= Beginning of Section =
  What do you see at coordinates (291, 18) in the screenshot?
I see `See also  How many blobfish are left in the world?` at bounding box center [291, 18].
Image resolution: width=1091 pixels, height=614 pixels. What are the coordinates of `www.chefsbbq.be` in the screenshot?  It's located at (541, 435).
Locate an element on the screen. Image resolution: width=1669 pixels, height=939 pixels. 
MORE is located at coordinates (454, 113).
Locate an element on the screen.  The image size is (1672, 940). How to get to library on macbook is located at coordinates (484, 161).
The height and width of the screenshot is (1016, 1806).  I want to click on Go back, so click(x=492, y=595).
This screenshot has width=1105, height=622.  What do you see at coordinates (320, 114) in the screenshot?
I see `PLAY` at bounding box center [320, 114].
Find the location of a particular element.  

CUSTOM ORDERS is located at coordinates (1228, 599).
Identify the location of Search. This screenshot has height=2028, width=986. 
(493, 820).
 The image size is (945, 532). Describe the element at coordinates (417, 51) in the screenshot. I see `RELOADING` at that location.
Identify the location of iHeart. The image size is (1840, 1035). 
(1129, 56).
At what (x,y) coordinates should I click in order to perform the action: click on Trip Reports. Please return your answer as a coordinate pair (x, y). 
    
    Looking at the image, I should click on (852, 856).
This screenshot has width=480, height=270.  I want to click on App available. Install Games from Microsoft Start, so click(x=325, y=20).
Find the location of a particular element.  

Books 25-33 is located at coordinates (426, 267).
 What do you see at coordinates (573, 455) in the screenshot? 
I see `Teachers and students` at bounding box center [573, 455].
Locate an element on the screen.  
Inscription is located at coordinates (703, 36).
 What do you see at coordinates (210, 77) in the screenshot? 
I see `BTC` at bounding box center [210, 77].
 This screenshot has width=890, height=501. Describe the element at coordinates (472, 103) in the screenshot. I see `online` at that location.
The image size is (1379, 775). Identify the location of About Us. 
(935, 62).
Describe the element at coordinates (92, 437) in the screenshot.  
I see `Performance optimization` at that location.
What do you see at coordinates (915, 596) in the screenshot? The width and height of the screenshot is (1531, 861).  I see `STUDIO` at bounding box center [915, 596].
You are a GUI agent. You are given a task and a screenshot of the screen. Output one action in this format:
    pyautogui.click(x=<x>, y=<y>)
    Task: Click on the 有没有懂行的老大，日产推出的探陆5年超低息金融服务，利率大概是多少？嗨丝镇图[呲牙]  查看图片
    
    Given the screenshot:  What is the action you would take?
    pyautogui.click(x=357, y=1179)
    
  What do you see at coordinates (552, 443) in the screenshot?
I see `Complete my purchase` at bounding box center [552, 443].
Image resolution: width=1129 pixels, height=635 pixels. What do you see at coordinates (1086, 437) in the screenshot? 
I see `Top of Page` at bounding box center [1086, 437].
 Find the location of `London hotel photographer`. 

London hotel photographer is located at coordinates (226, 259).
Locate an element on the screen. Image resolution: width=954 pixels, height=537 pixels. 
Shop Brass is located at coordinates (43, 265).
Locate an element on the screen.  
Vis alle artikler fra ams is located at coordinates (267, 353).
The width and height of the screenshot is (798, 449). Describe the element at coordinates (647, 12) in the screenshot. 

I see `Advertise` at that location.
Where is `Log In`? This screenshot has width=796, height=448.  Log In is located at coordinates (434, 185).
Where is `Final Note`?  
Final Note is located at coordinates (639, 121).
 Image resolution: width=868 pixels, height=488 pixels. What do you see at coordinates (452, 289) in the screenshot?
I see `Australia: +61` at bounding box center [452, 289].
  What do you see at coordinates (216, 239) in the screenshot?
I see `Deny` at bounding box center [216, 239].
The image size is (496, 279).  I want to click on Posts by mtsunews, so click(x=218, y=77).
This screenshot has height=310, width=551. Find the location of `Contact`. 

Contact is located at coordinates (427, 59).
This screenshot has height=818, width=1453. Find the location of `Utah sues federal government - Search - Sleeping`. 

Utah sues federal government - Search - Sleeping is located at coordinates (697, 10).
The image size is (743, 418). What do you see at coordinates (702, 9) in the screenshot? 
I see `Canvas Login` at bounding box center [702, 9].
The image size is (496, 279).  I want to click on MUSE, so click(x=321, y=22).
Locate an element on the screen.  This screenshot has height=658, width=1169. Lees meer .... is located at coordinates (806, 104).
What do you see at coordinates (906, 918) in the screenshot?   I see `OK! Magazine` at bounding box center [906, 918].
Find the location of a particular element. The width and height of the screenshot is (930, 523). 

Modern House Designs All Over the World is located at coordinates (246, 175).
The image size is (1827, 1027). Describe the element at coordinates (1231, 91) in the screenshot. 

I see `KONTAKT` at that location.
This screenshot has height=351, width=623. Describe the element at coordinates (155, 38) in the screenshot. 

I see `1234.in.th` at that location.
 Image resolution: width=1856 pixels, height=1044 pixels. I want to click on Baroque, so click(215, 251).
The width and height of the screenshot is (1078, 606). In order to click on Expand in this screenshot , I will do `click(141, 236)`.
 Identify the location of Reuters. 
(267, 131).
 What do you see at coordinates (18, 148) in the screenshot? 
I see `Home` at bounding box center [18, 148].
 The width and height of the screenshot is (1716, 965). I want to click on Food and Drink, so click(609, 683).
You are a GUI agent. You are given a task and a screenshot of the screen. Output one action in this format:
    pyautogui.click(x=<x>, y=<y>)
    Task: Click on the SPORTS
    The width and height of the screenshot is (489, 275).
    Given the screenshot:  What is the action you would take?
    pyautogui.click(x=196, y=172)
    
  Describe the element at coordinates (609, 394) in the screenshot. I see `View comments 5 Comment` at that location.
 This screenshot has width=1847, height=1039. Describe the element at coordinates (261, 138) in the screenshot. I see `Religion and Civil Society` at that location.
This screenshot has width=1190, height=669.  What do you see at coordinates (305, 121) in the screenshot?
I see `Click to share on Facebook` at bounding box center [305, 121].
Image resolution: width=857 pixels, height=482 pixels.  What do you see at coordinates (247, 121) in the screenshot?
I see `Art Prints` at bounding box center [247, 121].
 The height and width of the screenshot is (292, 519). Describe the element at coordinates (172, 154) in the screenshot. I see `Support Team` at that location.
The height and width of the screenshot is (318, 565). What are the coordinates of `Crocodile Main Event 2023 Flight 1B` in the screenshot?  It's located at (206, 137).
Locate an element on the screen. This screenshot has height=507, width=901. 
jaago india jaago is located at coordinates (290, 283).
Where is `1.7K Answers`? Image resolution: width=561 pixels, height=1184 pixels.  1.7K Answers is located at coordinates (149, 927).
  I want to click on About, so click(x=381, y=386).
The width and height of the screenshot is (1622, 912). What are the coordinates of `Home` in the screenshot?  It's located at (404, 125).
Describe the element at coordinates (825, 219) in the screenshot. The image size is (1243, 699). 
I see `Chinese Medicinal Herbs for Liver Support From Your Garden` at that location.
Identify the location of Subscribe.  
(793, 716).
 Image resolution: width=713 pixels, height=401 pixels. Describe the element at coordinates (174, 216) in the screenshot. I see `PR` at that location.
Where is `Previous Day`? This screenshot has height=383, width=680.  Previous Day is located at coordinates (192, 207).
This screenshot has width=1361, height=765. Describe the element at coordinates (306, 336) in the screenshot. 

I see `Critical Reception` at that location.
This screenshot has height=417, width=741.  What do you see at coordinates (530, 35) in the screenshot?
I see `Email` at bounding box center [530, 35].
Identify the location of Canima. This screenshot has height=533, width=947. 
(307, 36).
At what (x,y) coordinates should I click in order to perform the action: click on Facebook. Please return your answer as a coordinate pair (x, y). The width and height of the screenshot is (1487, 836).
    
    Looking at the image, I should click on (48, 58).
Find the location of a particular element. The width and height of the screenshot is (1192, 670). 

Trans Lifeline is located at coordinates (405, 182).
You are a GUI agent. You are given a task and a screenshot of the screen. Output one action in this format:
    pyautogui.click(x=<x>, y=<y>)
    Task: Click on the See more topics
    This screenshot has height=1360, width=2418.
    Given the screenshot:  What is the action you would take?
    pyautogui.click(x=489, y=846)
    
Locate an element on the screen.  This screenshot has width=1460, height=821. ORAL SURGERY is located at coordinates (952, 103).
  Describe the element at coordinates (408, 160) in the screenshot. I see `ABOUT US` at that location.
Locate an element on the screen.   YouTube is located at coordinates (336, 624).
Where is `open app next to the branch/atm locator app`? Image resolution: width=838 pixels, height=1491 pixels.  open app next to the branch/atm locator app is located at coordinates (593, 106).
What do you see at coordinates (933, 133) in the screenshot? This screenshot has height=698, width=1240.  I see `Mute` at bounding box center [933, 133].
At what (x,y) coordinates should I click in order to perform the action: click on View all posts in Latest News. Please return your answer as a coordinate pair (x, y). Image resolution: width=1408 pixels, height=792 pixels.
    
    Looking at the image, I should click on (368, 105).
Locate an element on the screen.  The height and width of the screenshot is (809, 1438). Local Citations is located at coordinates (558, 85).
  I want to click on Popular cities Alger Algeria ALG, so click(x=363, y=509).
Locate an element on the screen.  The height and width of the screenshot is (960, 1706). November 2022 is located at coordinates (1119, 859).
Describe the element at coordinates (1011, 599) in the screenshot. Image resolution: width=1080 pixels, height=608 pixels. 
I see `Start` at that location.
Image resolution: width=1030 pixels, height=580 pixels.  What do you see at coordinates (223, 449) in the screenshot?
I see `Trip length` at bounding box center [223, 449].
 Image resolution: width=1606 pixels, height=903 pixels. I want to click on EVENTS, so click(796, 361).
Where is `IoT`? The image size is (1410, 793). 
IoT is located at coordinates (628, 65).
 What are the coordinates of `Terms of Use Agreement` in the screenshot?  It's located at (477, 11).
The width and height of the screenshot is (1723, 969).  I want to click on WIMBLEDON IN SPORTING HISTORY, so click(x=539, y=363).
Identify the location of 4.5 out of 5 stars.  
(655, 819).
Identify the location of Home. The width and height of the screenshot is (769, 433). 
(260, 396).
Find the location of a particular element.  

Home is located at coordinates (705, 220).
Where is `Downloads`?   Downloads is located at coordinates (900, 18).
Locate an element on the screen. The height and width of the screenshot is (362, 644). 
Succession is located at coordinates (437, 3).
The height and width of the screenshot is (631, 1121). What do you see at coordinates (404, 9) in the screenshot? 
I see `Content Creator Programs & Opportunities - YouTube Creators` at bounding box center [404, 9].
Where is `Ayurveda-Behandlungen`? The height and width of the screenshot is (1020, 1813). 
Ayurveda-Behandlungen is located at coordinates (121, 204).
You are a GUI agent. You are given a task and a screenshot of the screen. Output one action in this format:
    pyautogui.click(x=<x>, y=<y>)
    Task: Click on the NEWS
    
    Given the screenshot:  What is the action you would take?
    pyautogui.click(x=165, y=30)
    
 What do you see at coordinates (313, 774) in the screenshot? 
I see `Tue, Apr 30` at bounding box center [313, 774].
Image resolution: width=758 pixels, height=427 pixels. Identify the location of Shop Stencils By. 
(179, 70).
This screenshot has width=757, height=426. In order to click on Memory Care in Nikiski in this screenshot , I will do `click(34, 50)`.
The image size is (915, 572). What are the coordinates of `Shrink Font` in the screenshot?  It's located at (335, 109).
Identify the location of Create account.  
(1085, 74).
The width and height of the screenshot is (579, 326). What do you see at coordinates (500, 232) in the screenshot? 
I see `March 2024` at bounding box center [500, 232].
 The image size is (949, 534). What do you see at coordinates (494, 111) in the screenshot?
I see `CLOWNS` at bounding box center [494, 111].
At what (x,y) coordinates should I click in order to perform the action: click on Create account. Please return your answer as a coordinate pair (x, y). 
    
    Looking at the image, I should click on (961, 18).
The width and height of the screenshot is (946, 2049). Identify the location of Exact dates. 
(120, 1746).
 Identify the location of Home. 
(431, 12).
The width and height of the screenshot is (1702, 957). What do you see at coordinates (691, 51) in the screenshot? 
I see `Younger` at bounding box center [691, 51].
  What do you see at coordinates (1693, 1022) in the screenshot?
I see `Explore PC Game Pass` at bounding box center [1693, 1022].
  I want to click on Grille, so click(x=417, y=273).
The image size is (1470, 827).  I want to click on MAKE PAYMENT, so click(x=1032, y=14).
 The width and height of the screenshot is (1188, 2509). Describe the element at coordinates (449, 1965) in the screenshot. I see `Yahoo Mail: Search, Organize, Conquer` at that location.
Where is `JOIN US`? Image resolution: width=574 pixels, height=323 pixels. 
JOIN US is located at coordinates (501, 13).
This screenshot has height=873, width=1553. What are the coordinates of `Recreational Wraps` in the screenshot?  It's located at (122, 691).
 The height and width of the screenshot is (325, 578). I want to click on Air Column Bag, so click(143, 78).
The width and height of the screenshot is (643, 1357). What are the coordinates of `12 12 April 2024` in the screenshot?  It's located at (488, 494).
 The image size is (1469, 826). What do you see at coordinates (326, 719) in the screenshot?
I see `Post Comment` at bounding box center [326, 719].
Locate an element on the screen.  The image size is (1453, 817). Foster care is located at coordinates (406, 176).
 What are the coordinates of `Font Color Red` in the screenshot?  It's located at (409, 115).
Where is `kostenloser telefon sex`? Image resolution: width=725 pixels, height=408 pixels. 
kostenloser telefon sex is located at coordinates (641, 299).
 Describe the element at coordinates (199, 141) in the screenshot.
= End of Section =
**Exercise:** Your answer must be the line containing "pixels, height=323 pixels." and every line after it through the end of the records above, reproduced exactly and alone.

**Solution:**
Where is `JOIN US`? Image resolution: width=574 pixels, height=323 pixels. 
JOIN US is located at coordinates (501, 13).
This screenshot has height=873, width=1553. What are the coordinates of `Recreational Wraps` in the screenshot?  It's located at (122, 691).
 The height and width of the screenshot is (325, 578). I want to click on Air Column Bag, so click(143, 78).
The width and height of the screenshot is (643, 1357). What are the coordinates of `12 12 April 2024` in the screenshot?  It's located at (488, 494).
 The image size is (1469, 826). What do you see at coordinates (326, 719) in the screenshot?
I see `Post Comment` at bounding box center [326, 719].
Locate an element on the screen.  The image size is (1453, 817). Foster care is located at coordinates (406, 176).
 What are the coordinates of `Font Color Red` in the screenshot?  It's located at (409, 115).
Where is `kostenloser telefon sex`? Image resolution: width=725 pixels, height=408 pixels. 
kostenloser telefon sex is located at coordinates (641, 299).
 Describe the element at coordinates (199, 141) in the screenshot.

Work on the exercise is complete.